Arab governments throughout the Middle East and over many decades have been obstinate in their rejection of the very idea of a Jewish state. After all, the idea recognizes the nationhood and the peoplehood of the Jews, perhaps the first cohesive nation and people in history, and certainly the most resilient. Frankly, one of the reasons the Arabs of Palestine choke especially hard on the notion of the nationhood and peoplehood of their neighbors is that it exposes the spectral thinness of their own communality, given that it is so much at war with their more rock-like loyalties to tribe and clan, family and mob, even within the armed gangs that do the killings.

I have written many times about the 1947 United Nations Partition Plan which sanctioned "a Jewish state" in Palestine and "an Arab state" in Palestine. Had there not been a Jewish struggle against the British who had betrayed the pledge of the Mandate, had there not been a Jewish state established between the river and the sea, what would have arisen instead would not have been a Palestinian state at all. The territory of western Palestine would have been divvied up between Syria, Jordan, and Egypt and we would have heard squat about the Palestinians and of their nation and history. To be perfectly truthful, it was the triumph of Zionism which seeded the resentments that now comprise Palestinianism.

Yet if President Obama thinks there is a Palestinian nation, so be it. I believe it will fail of its own insubstantialities. I do not believe that Israel should at all impede it. But it should not be able to make war on the Jewish state to compensate for its intrinsic deficiencies, and that is why a demilitarized Palestinian state is the sine qua non of a Palestinian state at all. No one can do anything about its teaching of Jew-hatred to its children, no one. And no one will even try. The Palestinian leadership, such as it is, corrupt and brutal, may believe that this gives strength to the revolution. Alright, go and believe. 

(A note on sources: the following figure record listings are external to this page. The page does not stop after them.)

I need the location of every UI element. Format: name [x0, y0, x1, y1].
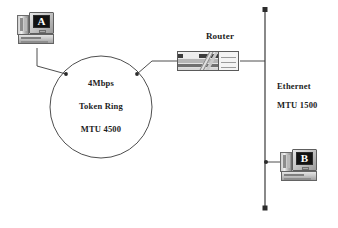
ethernet-type-label: Ethernet: [277, 81, 311, 91]
token-ring-mtu-label: MTU 4500: [49, 124, 153, 134]
host-a-screen-letter: A: [38, 16, 46, 27]
host-a-screen: A: [33, 15, 50, 28]
host-b-monitor-icon: B: [292, 149, 317, 171]
network-diagram-canvas: A Router 4Mbps Token Ring MTU 4500 Ether…: [0, 0, 338, 228]
router-side-panel: [218, 52, 238, 70]
ethernet-bus-bottom-cap: [263, 206, 268, 211]
link-router-to-ring: [137, 61, 177, 74]
host-b-tower-icon: [280, 152, 292, 172]
router-icon: [177, 51, 239, 71]
token-ring-type-label: Token Ring: [49, 101, 153, 111]
router-label: Router: [180, 31, 260, 41]
host-a-workstation: A: [16, 12, 56, 48]
host-b-screen-letter: B: [301, 153, 308, 164]
host-b-workstation: B: [279, 149, 319, 185]
link-host-b-endpoint: [264, 160, 268, 164]
host-b-screen: B: [296, 152, 313, 165]
token-ring-speed-label: 4Mbps: [49, 78, 153, 88]
ethernet-mtu-label: MTU 1500: [277, 100, 318, 110]
host-a-monitor-stand: [39, 30, 46, 33]
host-b-monitor-stand: [302, 167, 309, 170]
host-a-monitor-icon: A: [29, 12, 54, 34]
host-a-keyboard-base-icon: [18, 34, 54, 44]
link-host-a-endpoint: [64, 72, 68, 76]
link-router-ring-endpoint: [135, 72, 139, 76]
link-host-a-to-ring: [37, 48, 66, 74]
host-a-tower-icon: [17, 15, 29, 35]
router-chip: [183, 54, 199, 58]
ethernet-bus-top-cap: [263, 7, 268, 12]
host-b-keyboard-base-icon: [281, 171, 317, 181]
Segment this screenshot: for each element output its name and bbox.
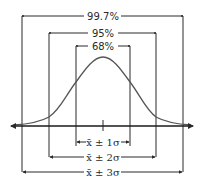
bell-curve — [14, 57, 191, 125]
label-68-percent: 68% — [92, 41, 114, 52]
label-mean-plus-minus-2sigma: x̄ ± 2σ — [86, 152, 120, 163]
label-99-7-percent: 99.7% — [87, 11, 119, 22]
label-95-percent: 95% — [92, 28, 114, 39]
boundary-lines — [22, 16, 183, 172]
label-mean-plus-minus-1sigma: x̄ ± 1σ — [86, 137, 120, 148]
label-mean-plus-minus-3sigma: x̄ ± 3σ — [86, 167, 120, 178]
normal-distribution-diagram: 99.7% 95% 68% x̄ ± 1σ x̄ ± 2σ x̄ ± 3σ — [0, 0, 199, 187]
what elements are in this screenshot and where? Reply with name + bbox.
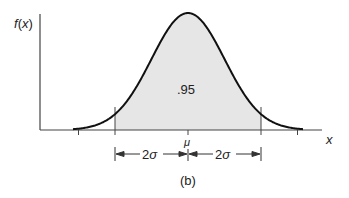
arrowhead-right-inner	[189, 152, 197, 157]
arrowhead-left-outer	[116, 152, 124, 157]
x-axis-label: x	[325, 132, 333, 147]
span-dimension	[115, 147, 261, 161]
shaded-area-95	[115, 13, 261, 130]
right-span-label: 2σ	[215, 147, 231, 162]
area-label: .95	[177, 82, 195, 97]
arrowhead-left-inner	[179, 152, 187, 157]
x-axis-ticks	[79, 130, 298, 135]
left-span-label: 2σ	[142, 147, 158, 162]
arrowhead-right-outer	[252, 152, 260, 157]
figure-caption: (b)	[180, 173, 196, 188]
mean-label: μ	[183, 136, 190, 148]
normal-distribution-figure: f(x) x .95 μ 2σ 2σ (b)	[0, 0, 349, 198]
y-axis-label: f(x)	[14, 16, 33, 31]
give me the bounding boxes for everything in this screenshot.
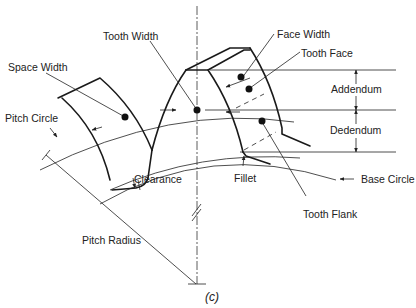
face-width-arrow (226, 78, 250, 87)
leader-lines (46, 34, 306, 196)
label-clearance: Clearance (134, 173, 182, 185)
label-space-width: Space Width (8, 61, 68, 73)
center-line (188, 6, 206, 284)
pitch-circle-pointer (50, 128, 57, 137)
label-pitch-radius: Pitch Radius (82, 234, 141, 246)
figure-caption: (c) (205, 290, 219, 304)
label-tooth-flank: Tooth Flank (303, 208, 358, 220)
pitch-radius-start-tick (42, 150, 50, 160)
pitch-circle-arc (40, 118, 294, 170)
label-fillet: Fillet (234, 172, 256, 184)
label-addendum: Addendum (331, 83, 382, 95)
tooth-face-dot (246, 86, 253, 93)
gear-tooth-diagram: Tooth Width Face Width Tooth Face Space … (0, 0, 416, 308)
label-dedendum: Dedendum (330, 124, 382, 136)
label-pitch-circle: Pitch Circle (5, 112, 58, 124)
label-tooth-width: Tooth Width (103, 30, 159, 42)
tooth-flank-dot (259, 118, 266, 125)
label-tooth-face: Tooth Face (301, 47, 353, 59)
face-width-dot (238, 74, 245, 81)
tooth-width-dot (194, 107, 201, 114)
label-base-circle: Base Circle (361, 173, 415, 185)
space-width-dot (122, 114, 129, 121)
center-tooth (152, 48, 310, 164)
label-face-width: Face Width (277, 28, 330, 40)
tooth-width-arrows (92, 110, 240, 130)
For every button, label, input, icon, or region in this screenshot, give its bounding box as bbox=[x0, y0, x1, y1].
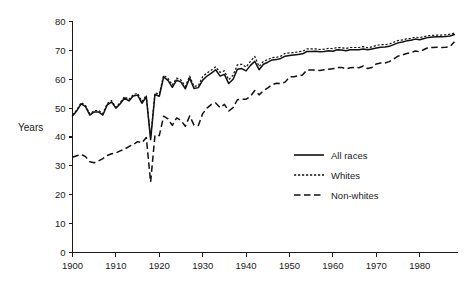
legend-item-label: Non-whites bbox=[331, 190, 379, 201]
legend-item-label: Whites bbox=[331, 170, 360, 181]
y-tick-label: 80 bbox=[55, 16, 66, 27]
series-group bbox=[73, 33, 455, 182]
series-line-whites bbox=[73, 33, 455, 138]
x-tick-label: 1970 bbox=[366, 260, 387, 271]
x-tick-label: 1960 bbox=[322, 260, 343, 271]
legend-item-label: All races bbox=[331, 150, 368, 161]
life-expectancy-chart: 01020304050607080 1900191019201930194019… bbox=[0, 0, 474, 291]
y-tick-label: 20 bbox=[55, 189, 66, 200]
y-tick-label: 60 bbox=[55, 74, 66, 85]
legend-item[interactable]: All races bbox=[294, 150, 368, 161]
y-tick-group: 01020304050607080 bbox=[55, 16, 73, 258]
series-line-all-races bbox=[73, 34, 455, 139]
x-tick-group: 190019101920193019401950196019701980 bbox=[62, 253, 430, 271]
y-tick-label: 70 bbox=[55, 45, 66, 56]
y-tick-label: 30 bbox=[55, 160, 66, 171]
x-tick-label: 1980 bbox=[409, 260, 430, 271]
chart-canvas: 01020304050607080 1900191019201930194019… bbox=[0, 0, 474, 291]
y-axis-label: Years bbox=[18, 122, 43, 133]
legend-item[interactable]: Whites bbox=[294, 170, 360, 181]
x-tick-label: 1910 bbox=[105, 260, 126, 271]
y-tick-label: 40 bbox=[55, 131, 66, 142]
x-tick-label: 1920 bbox=[149, 260, 170, 271]
x-tick-label: 1900 bbox=[62, 260, 83, 271]
legend-item[interactable]: Non-whites bbox=[294, 190, 379, 201]
y-tick-label: 50 bbox=[55, 103, 66, 114]
chart-legend: All racesWhitesNon-whites bbox=[294, 150, 379, 201]
x-tick-label: 1950 bbox=[279, 260, 300, 271]
y-tick-label: 10 bbox=[55, 218, 66, 229]
series-line-non-whites bbox=[73, 42, 455, 182]
y-tick-label: 0 bbox=[60, 247, 65, 258]
x-tick-label: 1930 bbox=[192, 260, 213, 271]
x-tick-label: 1940 bbox=[236, 260, 257, 271]
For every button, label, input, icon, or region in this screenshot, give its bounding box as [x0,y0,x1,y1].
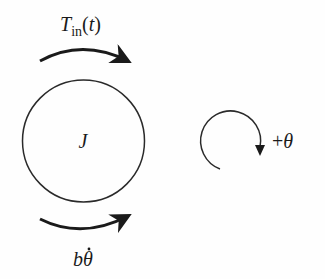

Now, no one loves the Palestinians more than Jimmy Carter. He declared his love for them late last week when the Palestinian Authority honored him with some gold medal... or maybe bronze. According to the Jerusalem Post, Carter said he had loved them for decades. That's also perfectly O.K. with me. But one people he doesn't love is the Jewish people. And that not loving is certifiable. I would actually worry if he did.

Nonetheless and for whatever reason (and maybe even mischievous pique toward Obama), according to a dispatch by Tovah Lazaroff in the Jerusalem Post, on Sunday the former president made an unprecedented statement endorsing the retention by Israel of Gush Etzion settlements south of Jerusalem and near Bethlehem. There are 14 such villages and towns, including 4 kibbutzim. But Carter did not say in his visit to Neveh Daniel that all of them will or should remain in Israel's hands. Still, having conceded that having "been fortunate this afternoon in learning the perspective that I did not have," he for this first time publicly conceded that among the settlements over the 1967 "green line" these would be among those "that I think will be here forever." By "here" he meant Israel. An aide confirmed that while he had never made such a strong statement about the retention of the Gush Etzion settlements it "was in line with his thinking." 

One of Israel's most deluded peace adventurers, the country's president Shimon Peres, said, according to Isabel Kershner in a comprehensive New York Times article, that the prime minister's speech was "true and courageous." Bibi might have lost some of his right-wing. But he has regained his country's center with a perfectly justifiable and rather open response to Barack Obama, the most significant actor in this drama.